With his wife Jill by his side and hosted by U.S. Rep. James Clyburn, D-S.C., Biden’s final 24 hours as President of the United States commenced in Charleston at the Royal Missionary Baptist Church. He spoke during the service, visited the International African American Museum, and was honored in a presentation from Clyburn.

He was to leave office on Monday with Donald Trump’s second inauguration at noon.

“I owe you big,” Biden told the congregation.

In 2020, he arrived in South Carolina for the Democratic primary seemingly a bust despite being the lone vice president in a crowded field. In the opening caucuses and primaries, he was respectively fourth behind Sen. Bernie Sanders, Pete Buttigieg and Sen. Elizabeth Warren in Iowa; fifth behind Sanders, Buttigieg, Sen. Amy Klobuchar and Warren in New Hampshire; and second to Sanders in Nevada.

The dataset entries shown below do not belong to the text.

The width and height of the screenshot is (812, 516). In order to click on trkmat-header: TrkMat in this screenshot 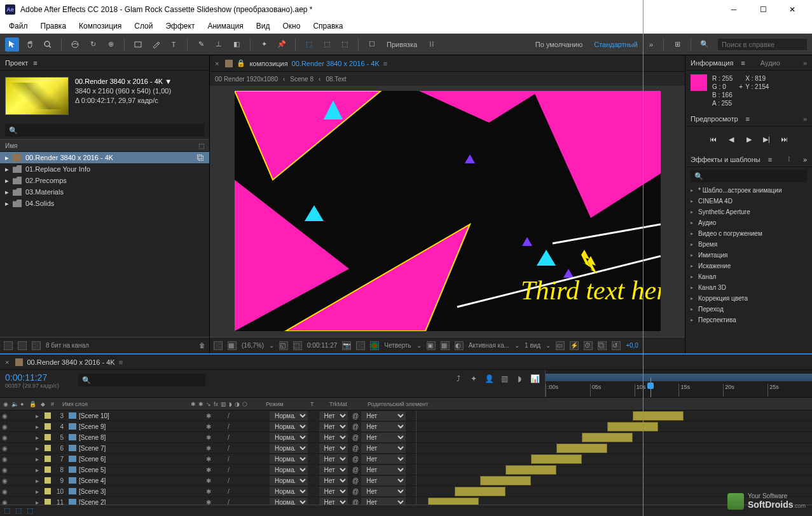, I will do `click(346, 404)`.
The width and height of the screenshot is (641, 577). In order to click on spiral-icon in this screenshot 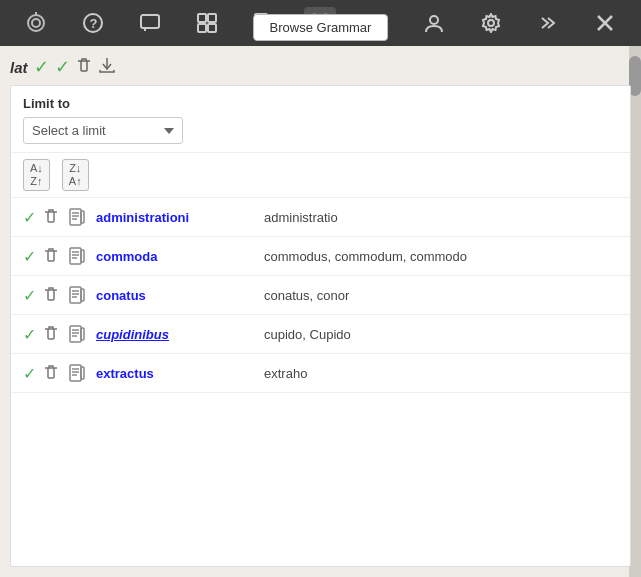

Those 19 days were wiped away a week later, on Feb. 29, when he more than doubled Sanders in the popular vote. He lost just five more states.

Biden considered the outcome in South Carolina more representative of the nation than other earlier stops and sought to get the state to the front of the primary schedule in 2024. Still, once a Democratic stronghold in another century, the state has voted for a Democrat for president just once – Jimmy Carter in 1976 – in 16 election cycles since 1960.

Republicans are in both U.S. Senate seats and six of seven in the U.S. House of Representatives; the governor’s office; 34 of 46 state Senate seats; and 88 of 124 state House seats with one vacancy.

Biden’s farewell on Sunday followed a national television address Wednesday that drew more than 20 million viewers across four broadcast networks and three cable news outlets.

For context from 2024, more than 26 million tuned in for his address when he quit the reelection campaign on July 21; his last State of the Union drew 32 million on March 7; and there were 51.3 million for the debate with Donald Trump on June 27. The Trump-Kamala Harris debate on Sept. 10 pulled 67.1 million.

While Trump notably did not attend Biden’s inauguration, Monday’s activities in Washington are expected to include the usual television shots of a departing president leaving the White House a final time. Biden, Vice President Kamala Harris, and former living Presidents Bill Clinton, George W. Bush and Barack Obama are expected to attend.